I think it was probably something like Will Grayson, Will Grayson, which came out in the Looking for Alaska era of YA. I remember enjoying it, if that counts for anything. But I don’t remember feeling especially ‘seen’. My first LBGT books were not necessarily my most formative. One side effect of transition, for me at least, is that I often think of myself as being in flux. I am not ‘formed’, and the queer books that shape me the most are still being published. 

Still, I have been racking my brain to come up with some transformational queer book that made me see myself clearly, that moved me in a profound way or arrived at a pivotal time in my life. 

Instead, what comes to mind is Fight Club.

I would have liked to use this space to highlight a lesser known queer book, something underground, or something less cis, less white, less male. But life is weird. Sometimes the image of ourselves that we’d like to present isn’t the truth. Not knowing that I was queer until I was nearly an adult – and then not really engaging with it for seven years after my transition – means that I wasn’t exactly immersed in LGBTQ+ culture until quite recently. I still haven’t read Giovanni’s Room. I haven’t read Stone Butch Blues. I read a lot of fanfiction in the late 2000s and early 2010s, if that counts for anything. 

So, anyway. Fight Club.

On the surface, Fight Club isn’t especially queer. But when I first read it, neither was I. Most people assumed that it was only a matter of time before I realised I was a lesbian, but I knew with absolute conviction that wasn’t the case. I wasn’t attracted to girls, for a start. I knew there was something else going on with me, that my fervent longing to be a boy wasn’t exactly regular, but I assumed it was a childish fantasy or somehow related to mental illness. In hindsight, I can see all these disparate pieces floating in the ether of my self, waiting to fall into place. In that context, it’s easy to see why Fight Club appealed. 

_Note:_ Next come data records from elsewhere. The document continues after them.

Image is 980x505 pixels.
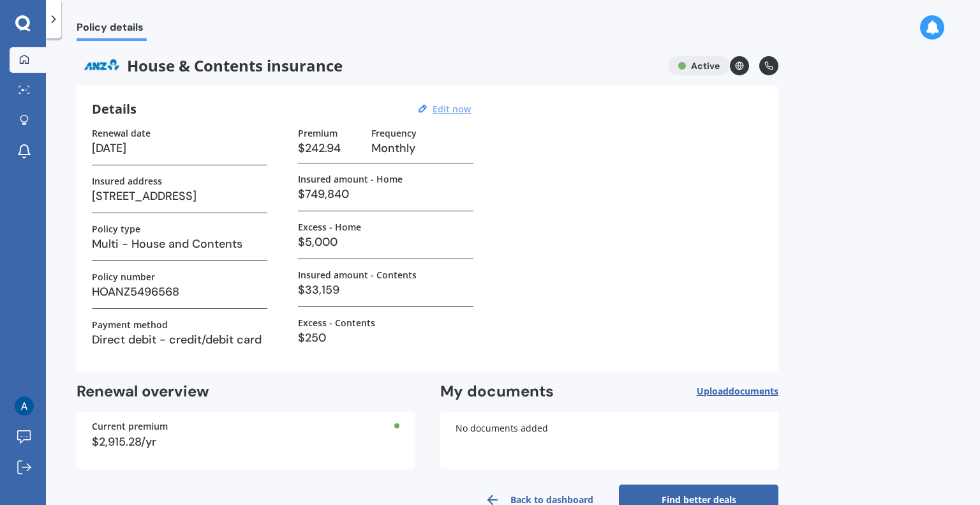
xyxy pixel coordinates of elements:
h3: Multi - House and Contents [92,234,267,253]
label: Policy type [92,224,140,234]
div: No documents added [440,412,779,469]
label: Renewal date [92,128,151,138]
h3: HOANZ5496568 [92,282,267,301]
span: Upload [697,387,779,396]
u: Edit now [433,103,471,115]
span: documents [728,385,779,397]
h3: Direct debit - credit/debit card [92,330,267,349]
button: Edit now [429,104,475,115]
label: Policy number [92,272,155,282]
div: Current premium [92,422,399,431]
h3: $33,159 [298,280,473,300]
label: Premium [298,128,338,138]
h2: My documents [440,382,554,401]
label: Excess - Contents [298,317,375,328]
label: Insured address [92,176,162,186]
h3: Details [92,101,137,118]
label: Payment method [92,320,168,330]
h3: Monthly [372,138,473,158]
img: ACg8ocI-DVUYXpnK27Z9kbMLvw2LHni8fejaSAUtG2LKDsUqcuCp5lQ=s96-c [15,396,34,415]
h2: Renewal overview [77,382,415,401]
h3: $749,840 [298,185,473,204]
label: Insured amount - Home [298,173,403,185]
label: Frequency [372,128,417,138]
span: House & Contents insurance [77,57,658,76]
h3: [DATE] [92,138,267,158]
label: Excess - Home [298,221,361,232]
h3: $242.94 [298,138,361,158]
h3: $250 [298,328,473,347]
h3: [STREET_ADDRESS] [92,186,267,205]
span: Policy details [77,21,147,38]
h3: $5,000 [298,232,473,252]
label: Insured amount - Contents [298,269,417,280]
div: $2,915.28/yr [92,436,399,448]
button: Uploaddocuments [697,382,779,401]
img: ANZ.png [77,57,127,76]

Chuck Palahniuk’s debut novel is pretty much about what it says on the tin. An unnamed male narrator and a twisted, anarchic figure called Tyler Durden beat each other up in a bar carpark one evening, and then they start a fight club, and soon fight clubs start springing up in other carparks and basements across the United States. I’m over-simplifying, but things sort of lose control after that. 

Like most people, I saw Fight Club the movie first. When I was sixteen my friend and I watched it at his place the night I got dumped via text by a boy I’d been planning to dump in person the next day. Later, the boy who text-dumped me would say it was because I ‘lacked passion’, which as an adult is hilarious in its pretentiousness, but at the time just felt quite rude. It also didn’t feel entirely wrong. I was a passionate person, of course – just not about the relationship. The thing was, I didn’t want to date anyone as a girl. I was fixated on masculinity, obsessed with it even, but I wanted it from the inside. 

Fight Club blew my mind. It felt sharp, and fast, and the soundtrack hooked right into me. By the time I knew the book even existed, I was already in deep. I read it, and I loved it, and then I read it again. 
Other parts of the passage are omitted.